7 Feb 2019

Passive houses: warm, dry and sustainable, but why so rare?

From Nine To Noon, 10:14 am on 7 February 2019

Warm, dry and cheap to run, passive houses - also known as super-houses - are built to a rigorous, voluntary standard for energy efficiency, using high-spec windows, insulation and mechanical ventilation systems.

They typically keep indoor temperatures to 20 degrees centigrade year-round.

Jason Quinn is a passive house designer and the country's only passive house certifier, he says New Zealand houses are often cold, drafty and mouldy and with tens of thousands of new homes being built in the next decade, employing passive house technology is a no-brainer.

With just 24 fully certified passive houses in the country Quinn has published a book of case studies showing the benefits of passive design which will be launched at the Passive House Conference in Wellington this weekend.

A passive house uses, Quinn says, tiny amounts of energy annually.

"What makes it a passive house is a performance standard for very low energy use for heating and cooling, and when I say low, I mean really low - the same amount of power you use to run your fridge would heat your house for the whole winter keeping the temperature at 20 degrees centigrade throughout whole home."

It is a relatively new concept; the first passive home was built in 1991 in Germany. The passive part refers to the windows, walls and floor.

"The things that will last for 100 years or more, instead of looking at how good is that air conditioner or how cheap is that burner to run."

This means the house has to be designed right from the start, he says.

"Everything works together, if you just took the passive solar technologies and just smashed them back into a building without doing that modelling and knowing how it's going to work you can actually cause some problems," Quinn says.

He tells Kathryn Ryan of an Auckland home he's trying to fix that became a solar oven in the summer.

"I've got a home I'm working on in Auckland this week where they've built themselves a solar oven by applying those [passive] technologies without doing the most important part which is running the simulation and knowing how it will all work."

The Dunedin High Street cohousing project is an example of how to get it right, he says.

"They've insulated the slab, the walls and the roof and the they've put in mechanical ventilation with heat recovery - throughout each of those homes they'll have fresh air all the time, you know that perfect spring day? It's like that all the time in their house everywhere."

They've taken really good care at the junctions between different building elements such as roof and walls, and walls and windows, Quinn says. It is at those junctions where air leakage can happen.

The better the insulation the more those junctions matter, he says.

"It's like a bucket, if you have a whole bunch of holes in it you don't care about any one particular hole but if you've got a well-sealed bucket and you poke a hole in it - it matters."

All passive houses built thus far in New Zealand have mechanical ventilation with heat recovery, he says.

"It's a system that takes exhaust air from the wet parts of the house; the kitchen the bathrooms and exhausts it through a heat exchanger and brings some fresh air through that same heat exchanger so the outgoing warm air preheats the incoming fresh air and it works the same way in reverse in the summer for your air-conditioning.

"You don't waste the energy by throwing it out the window by opening windows or exhaust fans - you can recover it."

Quinn says people often confuse passive houses with solar passive houses.

"Solar passive is a guess and hope system, put some more windows towards the north and maybe it'll be OK, maybe not, the difference is with a passive house you've done the modelling so if you do orient it for passive solar because you've got a great site you can take into account and use less insulation, but if you get a site that's in the valley and you've got no northern aspect you maybe put more insulation in so you still have the same energy bills."

No one passive house is the same as another he says, they are designed to perform in all of New Zealand's varied climates.

"If you have one in Kaitaia it's going to have double glazing and more insulation than the New Zealand building code, but not much more, just really careful about thermal bridges perhaps whereas in Queenstown we will have triple glazing and much thicker insulation."

He says both houses would have the same winter heating bills.

The current building code has just three climate zones for the whole country, just one for the entire South Island, he says.

"Homes in Nelson and homes in Queenstown shouldn't have the same level of insulation if you want the same performance," Quinn says

For passive houses 17 climate zones are used, and adjusted for elevation, so an elevated site in Queenstown would have a different specs to a lakeside house, he says.

New Zealand's current building code is pretty poor, he says.

"It's dis-incentivising good design for one thing, it's just a legal minimum and not meant to be used for design but a legal minimum.

"It doesn't have any requirement for ventilation in it - which is the big thing, if you're in an existing home you should have continuous ventilation in that building and be heating it all winter for your health and we don't have that in our homes because it's not in the code."

He says that shows even in newly-built homes.

"Even modern houses built today you'll often find mould within just a few years at the edges of the carpet where it's just too cold and too damp."

The book, which can be downloaded for free, will be launched at this weekend's Passive House Conference in Wellington.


**Activity**
Among the lines below, the one containing "In this 681*1024 image, locate footwear." opens the range and the one containing "Show the detection result for human body." closes it. Print that range exactly, without the pictures.
Provided data START
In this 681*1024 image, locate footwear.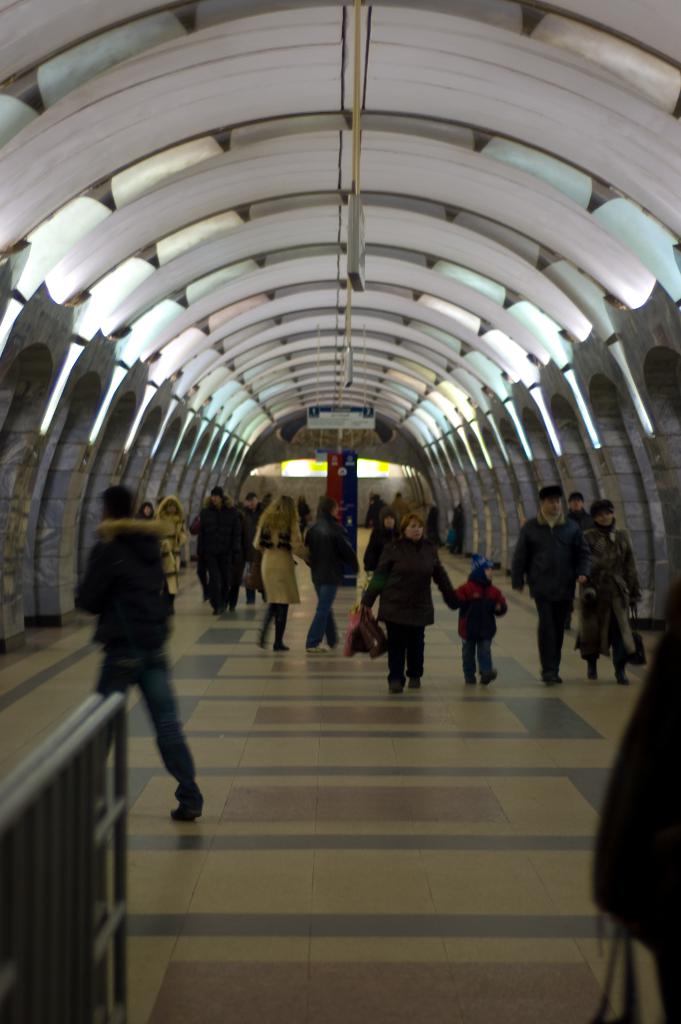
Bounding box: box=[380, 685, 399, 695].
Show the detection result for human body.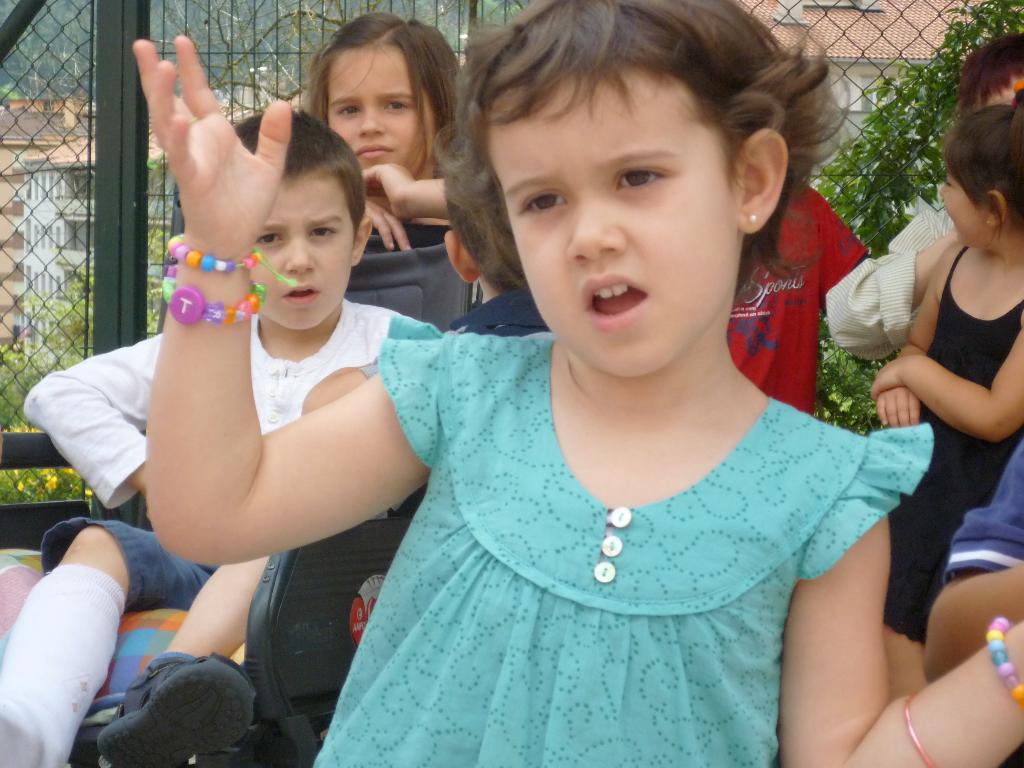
Provided data END
Provided data START
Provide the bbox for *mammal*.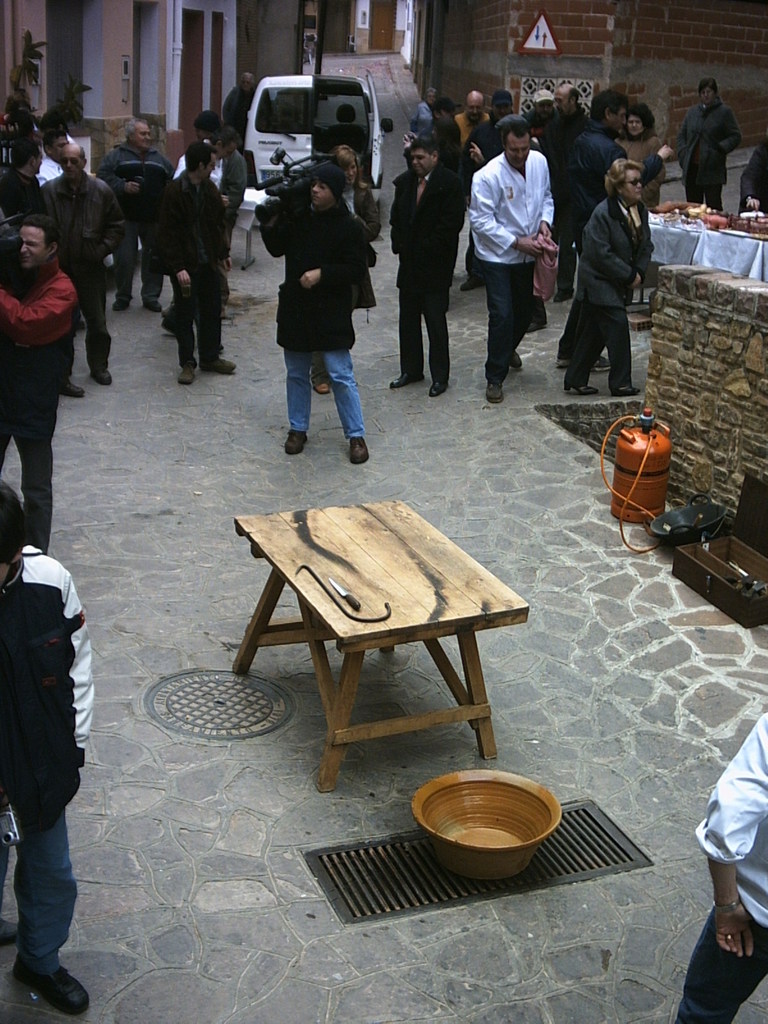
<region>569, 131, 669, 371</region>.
Provided data END
**Result for this exercise**
In this 681*1024 image, locate footwear.
Bounding box: box=[380, 685, 399, 695].
Show the detection result for human body.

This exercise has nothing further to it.